Extreme Left Testing
User story testing may sound like a strange idea, but it really isn’t; we’d actually argue it’s one of the most productive things that you can do on a software project, which we define as extreme left testing. In a nutshell, this boils down to testing user stories as early as possible in the process. User stories are complex beings that must adapt swiftly to change, meet certain requirements and involve many moving parts. Therefore, much like other software development deliverables, they too are prone to errors. The sooner you start testing, the sooner you can catch mistakes… and combat major problems before they prove problematic.
What if you don’t test your user stories?

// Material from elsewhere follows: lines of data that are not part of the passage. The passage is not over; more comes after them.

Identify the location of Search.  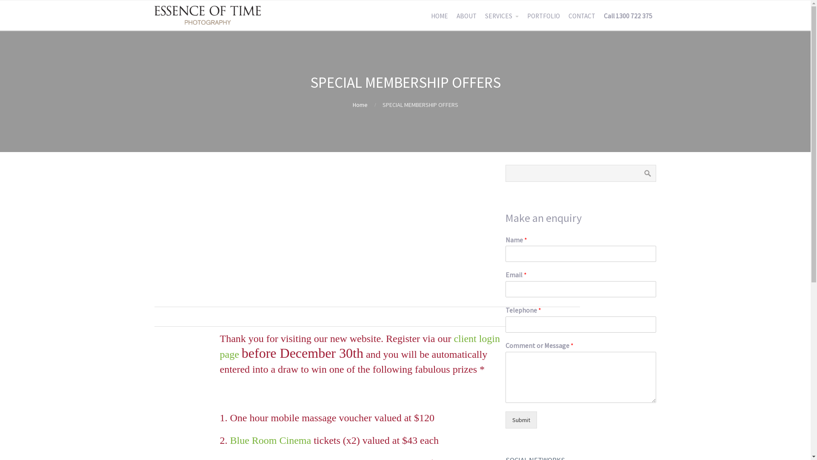
(648, 173).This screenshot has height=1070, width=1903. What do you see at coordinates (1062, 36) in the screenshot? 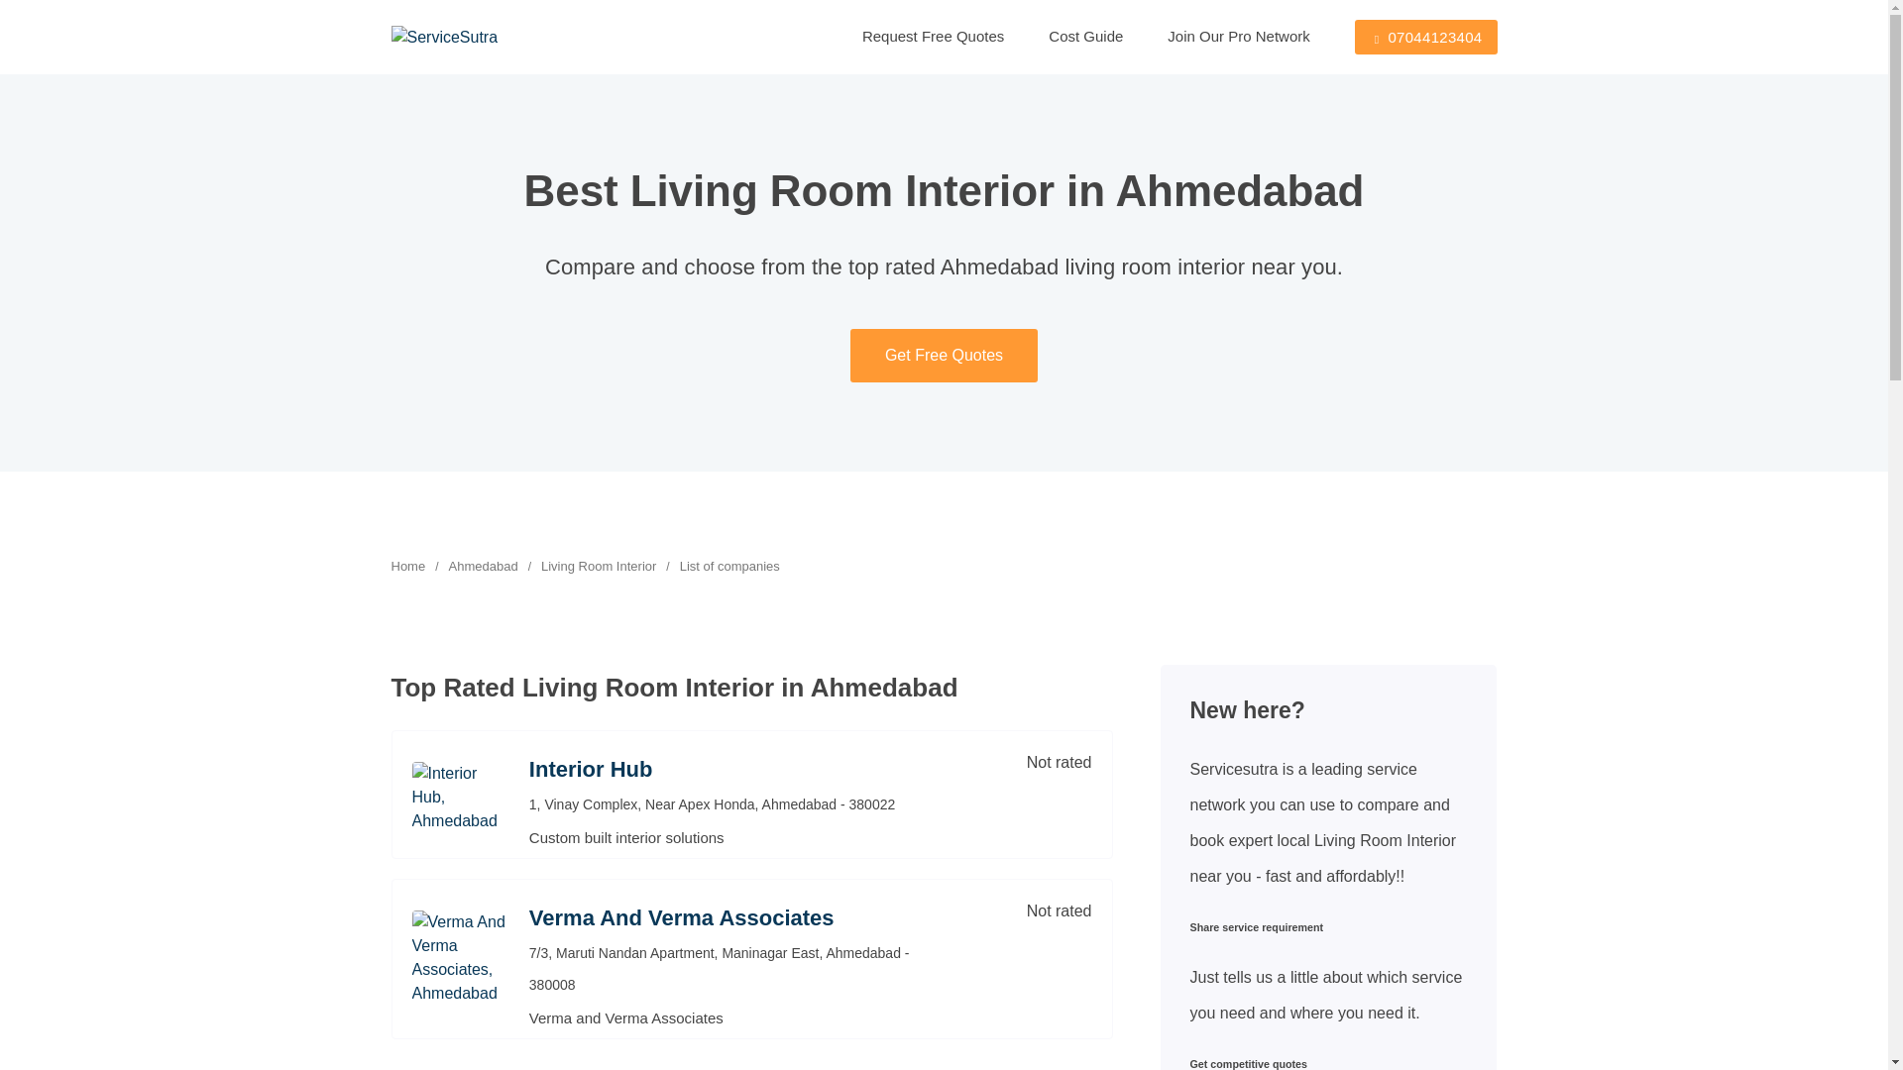
I see `How It Works` at bounding box center [1062, 36].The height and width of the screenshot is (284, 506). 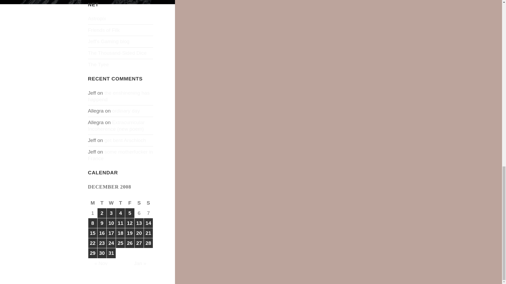 I want to click on some motherfucker in France, so click(x=121, y=155).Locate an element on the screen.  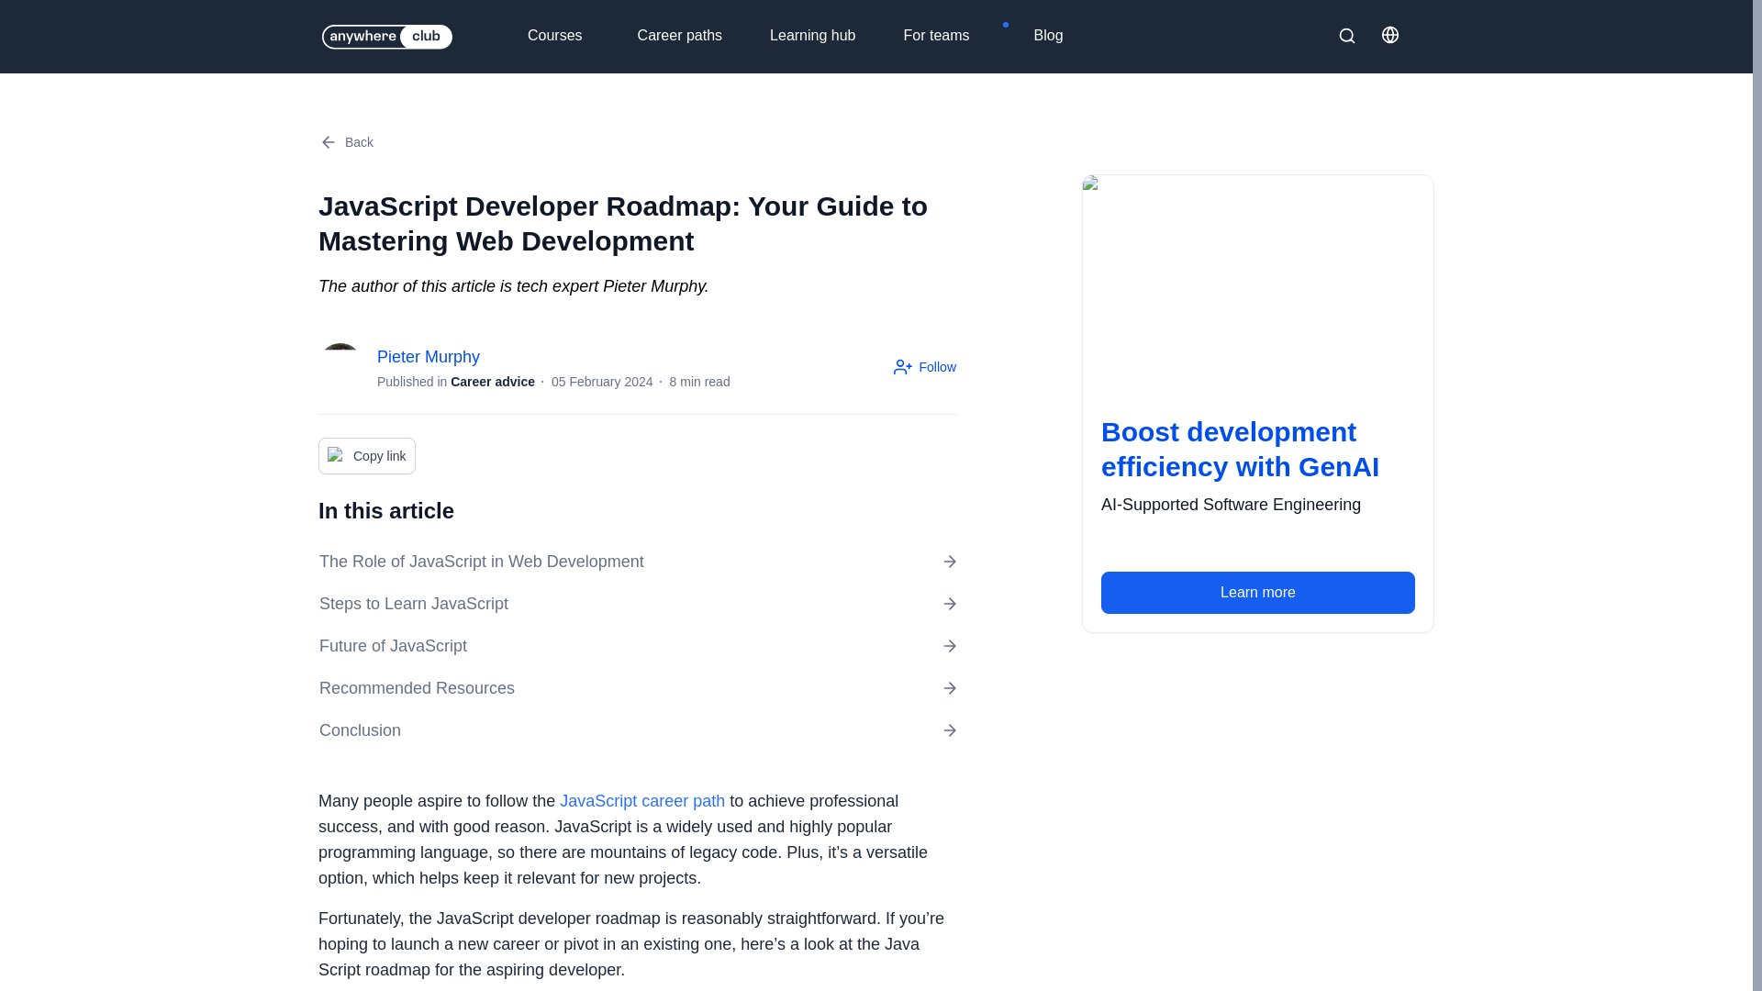
Career paths is located at coordinates (693, 37).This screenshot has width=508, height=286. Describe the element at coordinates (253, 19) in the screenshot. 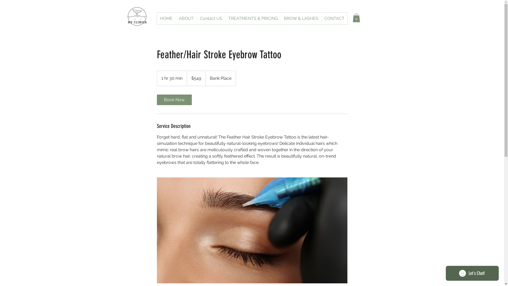

I see `TREATMENTS & PRICING` at that location.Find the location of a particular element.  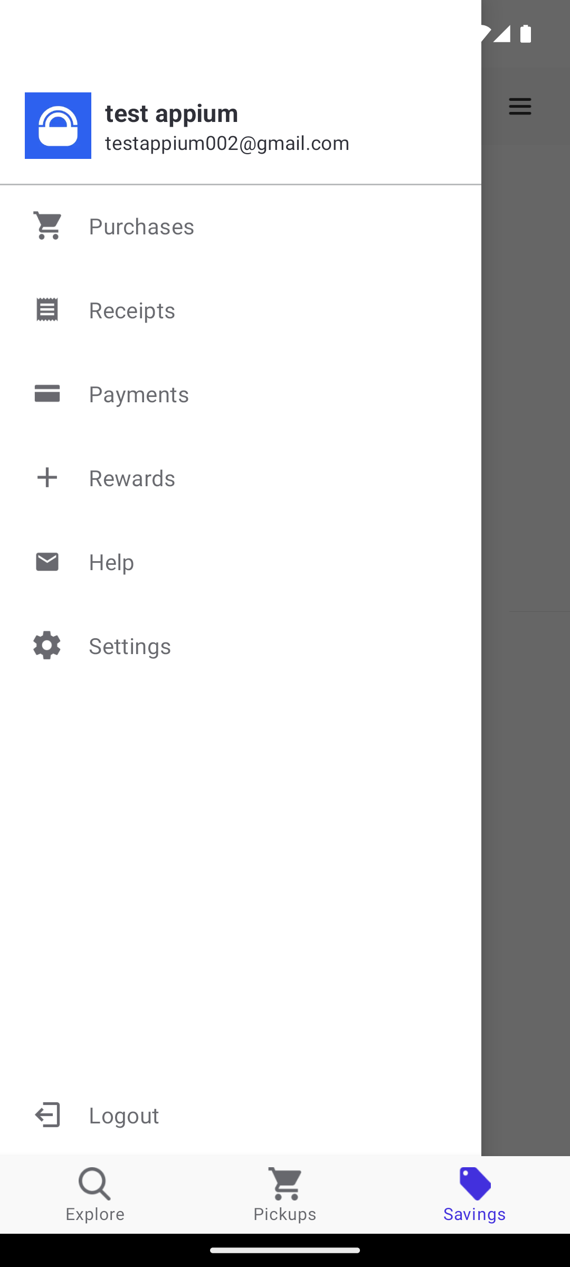

Settings is located at coordinates (242, 644).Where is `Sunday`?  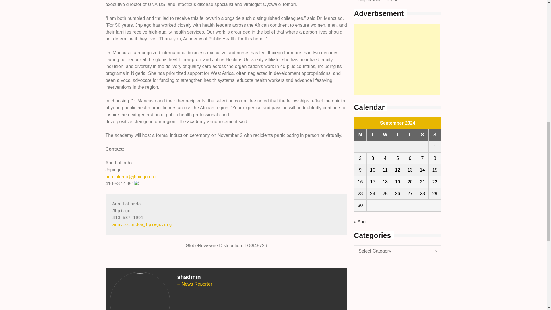 Sunday is located at coordinates (435, 135).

Poor user stories and poorly defined requirements ultimately lead to poor outcomes. Such outcomes run a substantial risk of serious production defects (as noted in a 2021 Accenture study). Without testing, problems that otherwise would’ve been resolved much earlier in the process could become incredibly costly later on down the line. So our philosophy is to test early and test often!
Follow Discipline & Eliminate Ambiguity
When we write code, we follow certain disciplines to improve readability, reduce complexity, and much more. (For more on the matter, we suggest reading the excellent Code Complete by Steve McConnell.) Writing user stories warrants such discipline, as it allows you to minimise ambiguity and inconsistency. A good story could very well be a boring story so long as it is unambiguous! If you’ve still got questions, then ScopeMaster has answers, and will help you learn everything you need to know along the way.